- [Problem]: Every record below is to be reproduced exactly.

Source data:
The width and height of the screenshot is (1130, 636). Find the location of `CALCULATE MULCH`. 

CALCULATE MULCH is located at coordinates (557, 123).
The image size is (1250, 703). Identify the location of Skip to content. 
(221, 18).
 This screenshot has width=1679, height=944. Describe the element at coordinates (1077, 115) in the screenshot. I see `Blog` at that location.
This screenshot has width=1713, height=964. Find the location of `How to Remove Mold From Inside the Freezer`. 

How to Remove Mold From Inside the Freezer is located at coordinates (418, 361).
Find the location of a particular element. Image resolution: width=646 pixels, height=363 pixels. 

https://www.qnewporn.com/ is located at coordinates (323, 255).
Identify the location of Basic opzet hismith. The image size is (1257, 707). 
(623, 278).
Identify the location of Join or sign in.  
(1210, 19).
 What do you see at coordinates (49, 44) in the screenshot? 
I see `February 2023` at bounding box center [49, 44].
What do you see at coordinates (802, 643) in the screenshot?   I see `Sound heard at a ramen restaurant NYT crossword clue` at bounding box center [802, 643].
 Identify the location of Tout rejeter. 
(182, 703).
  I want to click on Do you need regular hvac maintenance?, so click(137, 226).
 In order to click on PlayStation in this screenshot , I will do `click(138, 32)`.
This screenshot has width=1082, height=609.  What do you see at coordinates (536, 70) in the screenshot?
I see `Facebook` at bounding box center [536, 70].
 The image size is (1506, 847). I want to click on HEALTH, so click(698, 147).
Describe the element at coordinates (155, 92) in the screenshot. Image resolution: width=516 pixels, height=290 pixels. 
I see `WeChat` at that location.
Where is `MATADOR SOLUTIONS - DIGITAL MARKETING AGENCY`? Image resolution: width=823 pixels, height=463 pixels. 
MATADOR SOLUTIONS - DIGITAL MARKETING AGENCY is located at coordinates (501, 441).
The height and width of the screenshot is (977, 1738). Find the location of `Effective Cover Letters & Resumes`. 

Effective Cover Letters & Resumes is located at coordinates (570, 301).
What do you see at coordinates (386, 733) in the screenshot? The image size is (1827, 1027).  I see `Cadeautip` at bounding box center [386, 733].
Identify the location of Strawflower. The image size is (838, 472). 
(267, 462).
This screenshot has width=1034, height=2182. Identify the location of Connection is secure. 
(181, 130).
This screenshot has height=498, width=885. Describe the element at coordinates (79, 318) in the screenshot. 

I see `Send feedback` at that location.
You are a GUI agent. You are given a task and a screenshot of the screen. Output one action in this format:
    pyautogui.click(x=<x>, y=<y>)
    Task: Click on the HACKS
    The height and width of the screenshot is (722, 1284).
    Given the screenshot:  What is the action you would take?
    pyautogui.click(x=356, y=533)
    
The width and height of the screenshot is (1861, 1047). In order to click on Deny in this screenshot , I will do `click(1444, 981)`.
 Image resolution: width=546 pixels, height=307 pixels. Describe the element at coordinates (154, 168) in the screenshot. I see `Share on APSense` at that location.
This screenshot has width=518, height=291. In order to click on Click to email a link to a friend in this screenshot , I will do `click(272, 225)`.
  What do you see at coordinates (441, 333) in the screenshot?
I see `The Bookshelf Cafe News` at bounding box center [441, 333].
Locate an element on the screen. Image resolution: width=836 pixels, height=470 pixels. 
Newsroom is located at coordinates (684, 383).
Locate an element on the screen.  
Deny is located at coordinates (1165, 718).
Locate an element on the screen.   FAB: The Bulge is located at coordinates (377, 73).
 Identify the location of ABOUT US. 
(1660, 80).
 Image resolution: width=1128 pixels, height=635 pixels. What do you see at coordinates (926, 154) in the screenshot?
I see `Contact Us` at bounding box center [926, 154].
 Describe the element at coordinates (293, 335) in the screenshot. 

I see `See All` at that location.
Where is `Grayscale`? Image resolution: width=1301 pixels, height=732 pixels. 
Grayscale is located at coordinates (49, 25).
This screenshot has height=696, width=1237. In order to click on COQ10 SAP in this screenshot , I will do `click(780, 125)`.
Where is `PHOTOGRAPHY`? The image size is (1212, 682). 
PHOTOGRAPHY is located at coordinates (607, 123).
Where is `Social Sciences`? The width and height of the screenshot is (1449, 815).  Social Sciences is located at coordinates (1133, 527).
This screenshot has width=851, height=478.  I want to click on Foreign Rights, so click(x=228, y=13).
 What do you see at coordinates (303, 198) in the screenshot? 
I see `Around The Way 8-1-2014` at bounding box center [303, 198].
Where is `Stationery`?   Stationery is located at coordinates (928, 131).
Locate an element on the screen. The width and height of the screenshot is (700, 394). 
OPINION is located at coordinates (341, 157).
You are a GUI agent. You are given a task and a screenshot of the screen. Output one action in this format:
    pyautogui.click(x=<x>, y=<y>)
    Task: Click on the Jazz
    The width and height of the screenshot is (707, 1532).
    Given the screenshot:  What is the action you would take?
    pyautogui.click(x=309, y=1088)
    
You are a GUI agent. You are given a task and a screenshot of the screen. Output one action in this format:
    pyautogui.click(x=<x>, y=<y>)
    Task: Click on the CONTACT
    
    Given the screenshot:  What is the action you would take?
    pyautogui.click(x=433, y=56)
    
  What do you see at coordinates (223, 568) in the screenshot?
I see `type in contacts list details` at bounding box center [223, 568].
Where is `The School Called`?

- [Response]:
The width and height of the screenshot is (1130, 636). Find the location of `CALCULATE MULCH`. 

CALCULATE MULCH is located at coordinates (557, 123).
The image size is (1250, 703). Identify the location of Skip to content. 
(221, 18).
 This screenshot has width=1679, height=944. Describe the element at coordinates (1077, 115) in the screenshot. I see `Blog` at that location.
This screenshot has width=1713, height=964. Find the location of `How to Remove Mold From Inside the Freezer`. 

How to Remove Mold From Inside the Freezer is located at coordinates (418, 361).
Find the location of a particular element. Image resolution: width=646 pixels, height=363 pixels. 

https://www.qnewporn.com/ is located at coordinates (323, 255).
Identify the location of Basic opzet hismith. The image size is (1257, 707). 
(623, 278).
Identify the location of Join or sign in.  
(1210, 19).
 What do you see at coordinates (49, 44) in the screenshot? 
I see `February 2023` at bounding box center [49, 44].
What do you see at coordinates (802, 643) in the screenshot?   I see `Sound heard at a ramen restaurant NYT crossword clue` at bounding box center [802, 643].
 Identify the location of Tout rejeter. 
(182, 703).
  I want to click on Do you need regular hvac maintenance?, so click(137, 226).
 In order to click on PlayStation in this screenshot , I will do `click(138, 32)`.
This screenshot has width=1082, height=609.  What do you see at coordinates (536, 70) in the screenshot?
I see `Facebook` at bounding box center [536, 70].
 The image size is (1506, 847). I want to click on HEALTH, so click(698, 147).
Describe the element at coordinates (155, 92) in the screenshot. Image resolution: width=516 pixels, height=290 pixels. 
I see `WeChat` at that location.
Where is `MATADOR SOLUTIONS - DIGITAL MARKETING AGENCY`? Image resolution: width=823 pixels, height=463 pixels. 
MATADOR SOLUTIONS - DIGITAL MARKETING AGENCY is located at coordinates (501, 441).
The height and width of the screenshot is (977, 1738). Find the location of `Effective Cover Letters & Resumes`. 

Effective Cover Letters & Resumes is located at coordinates (570, 301).
What do you see at coordinates (386, 733) in the screenshot? The image size is (1827, 1027).  I see `Cadeautip` at bounding box center [386, 733].
Identify the location of Strawflower. The image size is (838, 472). 
(267, 462).
This screenshot has width=1034, height=2182. Identify the location of Connection is secure. 
(181, 130).
This screenshot has height=498, width=885. Describe the element at coordinates (79, 318) in the screenshot. 

I see `Send feedback` at that location.
You are a GUI agent. You are given a task and a screenshot of the screen. Output one action in this format:
    pyautogui.click(x=<x>, y=<y>)
    Task: Click on the HACKS
    The height and width of the screenshot is (722, 1284).
    Given the screenshot:  What is the action you would take?
    pyautogui.click(x=356, y=533)
    
The width and height of the screenshot is (1861, 1047). In order to click on Deny in this screenshot , I will do `click(1444, 981)`.
 Image resolution: width=546 pixels, height=307 pixels. Describe the element at coordinates (154, 168) in the screenshot. I see `Share on APSense` at that location.
This screenshot has width=518, height=291. In order to click on Click to email a link to a friend in this screenshot , I will do `click(272, 225)`.
  What do you see at coordinates (441, 333) in the screenshot?
I see `The Bookshelf Cafe News` at bounding box center [441, 333].
Locate an element on the screen. Image resolution: width=836 pixels, height=470 pixels. 
Newsroom is located at coordinates (684, 383).
Locate an element on the screen.  
Deny is located at coordinates (1165, 718).
Locate an element on the screen.   FAB: The Bulge is located at coordinates (377, 73).
 Identify the location of ABOUT US. 
(1660, 80).
 Image resolution: width=1128 pixels, height=635 pixels. What do you see at coordinates (926, 154) in the screenshot?
I see `Contact Us` at bounding box center [926, 154].
 Describe the element at coordinates (293, 335) in the screenshot. 

I see `See All` at that location.
Where is `Grayscale`? Image resolution: width=1301 pixels, height=732 pixels. 
Grayscale is located at coordinates (49, 25).
This screenshot has height=696, width=1237. In order to click on COQ10 SAP in this screenshot , I will do `click(780, 125)`.
Where is `PHOTOGRAPHY`? The image size is (1212, 682). 
PHOTOGRAPHY is located at coordinates (607, 123).
Where is `Social Sciences`? The width and height of the screenshot is (1449, 815).  Social Sciences is located at coordinates (1133, 527).
This screenshot has width=851, height=478.  I want to click on Foreign Rights, so click(x=228, y=13).
 What do you see at coordinates (303, 198) in the screenshot? 
I see `Around The Way 8-1-2014` at bounding box center [303, 198].
Where is `Stationery`?   Stationery is located at coordinates (928, 131).
Locate an element on the screen. The width and height of the screenshot is (700, 394). 
OPINION is located at coordinates (341, 157).
You are a GUI agent. You are given a task and a screenshot of the screen. Output one action in this format:
    pyautogui.click(x=<x>, y=<y>)
    Task: Click on the Jazz
    The width and height of the screenshot is (707, 1532).
    Given the screenshot:  What is the action you would take?
    pyautogui.click(x=309, y=1088)
    
You are a GUI agent. You are given a task and a screenshot of the screen. Output one action in this format:
    pyautogui.click(x=<x>, y=<y>)
    Task: Click on the CONTACT
    
    Given the screenshot:  What is the action you would take?
    pyautogui.click(x=433, y=56)
    
  What do you see at coordinates (223, 568) in the screenshot?
I see `type in contacts list details` at bounding box center [223, 568].
Where is `The School Called`?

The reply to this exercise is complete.